For businesses eager to leverage the power of AI, having a clear AI policy should be the starting point. This was something we did early on at Hudson Gavin Martin (we have open sourced that policy and you can find it here), and something that we’ve assisted our clients with.

If you’re still in the market for an AI policy, or want to sanity check the approach that you’ve taken, here are some key themes that we’ve seen:

• Businesses want to harness AI – especially to improve customer experiences and to unlock business efficiencies.

• AI needs to be used responsibly and in strict compliance with a business’ legal, regulatory and security obligations.

• AI is a new tool but it is not so different from a number of other things that a business might use – it is effectively something between procuring new technology and onboarding a new contractor.  

• Most businesses have a vetting process of some kind before new technology can be implemented or a new contractor can be onboarded – these equally apply to AI.

• Similarly, many businesses will have a number of existing policies which already cover AI. This may be a good opportunity to revise your existing policies to ensure that the expectations are streamlined and clear – and that any policy that you adopt for AI is consistent with your established policies.

• AI tools should be assessed for:

Data and privacy risks – for example:

o Where does your data go?  

o What control do you have over it?

o Will personal information be at risk?  

o Will commercially valuable information be at risk?  

o What does the AI provider want to do with your data?
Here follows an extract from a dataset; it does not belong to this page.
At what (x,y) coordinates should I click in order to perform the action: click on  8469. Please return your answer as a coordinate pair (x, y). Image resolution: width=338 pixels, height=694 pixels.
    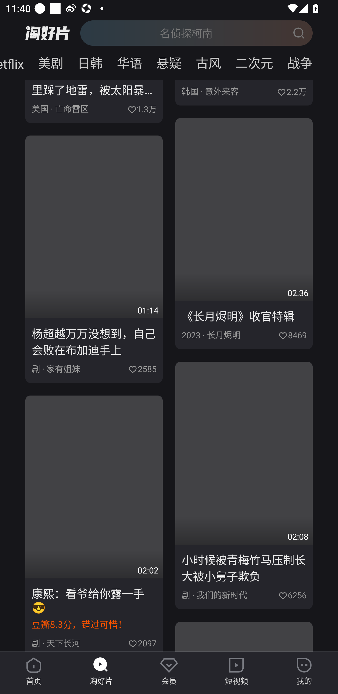
    Looking at the image, I should click on (292, 334).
Reliability of output – for example:

o How does the AI make decisions?

o What data has the AI been trained on?

o How will you ensure there is still a human assessment of the AI output?

IP risks – for example:

o Have the AI tools been trained on legitimately sourced data?

o What assurances does your AI provider give to address this?

Ownership of output:

o Will you own what you expect to own?

o Is your use of the output restricted in any way?

• This important vetting process can be seen as a "handbrake" on innovation, which can result in business teams trying to circumvent the process. This use of "shadow tech" (i.e. the unauthorised use of technology within a business) is not an AI specific phenomenon but may pose a higher risk.

• To better support eager business teams, many clients have explored different ways to ensure that AI tools can be available safely but at speed. Options include:

- Using access controls/restrictions to prevent unauthorised AI being accessed on work devices;

- Using an internal "marketplace" to enable speedy access to approved tech/AI;

- Using whitelists and blacklists to guide use of AI; and/or

- Using prompt-based tools to enable users to assess AI, with any green lit tools to be notified to the relevant internal team to further assess it and then add it to the relevant "marketplace"/"whitelist".

• Principle-based AI policies work best. This is because principles allow businesses to stay focused in an environment where the technology is constantly evolving. Some key principles include:

- Transparency (including telling customers/users that you are using AI);

- Accountability (including for the decisions of AI);

- Empowering your people (including to challenge AI decisions/outputs); and

- Protecting commercially sensitive information (both personal information and other confidential information that you don’t want absorbed into the AI through machine learning).

• Businesses should remain vigilant and really consider whether the use of AI is appropriate at any given time. For example, while it may be tempting to use AI to transcribe every internal meeting, this could backfire if a dispute arises and the documents are suddenly discoverable.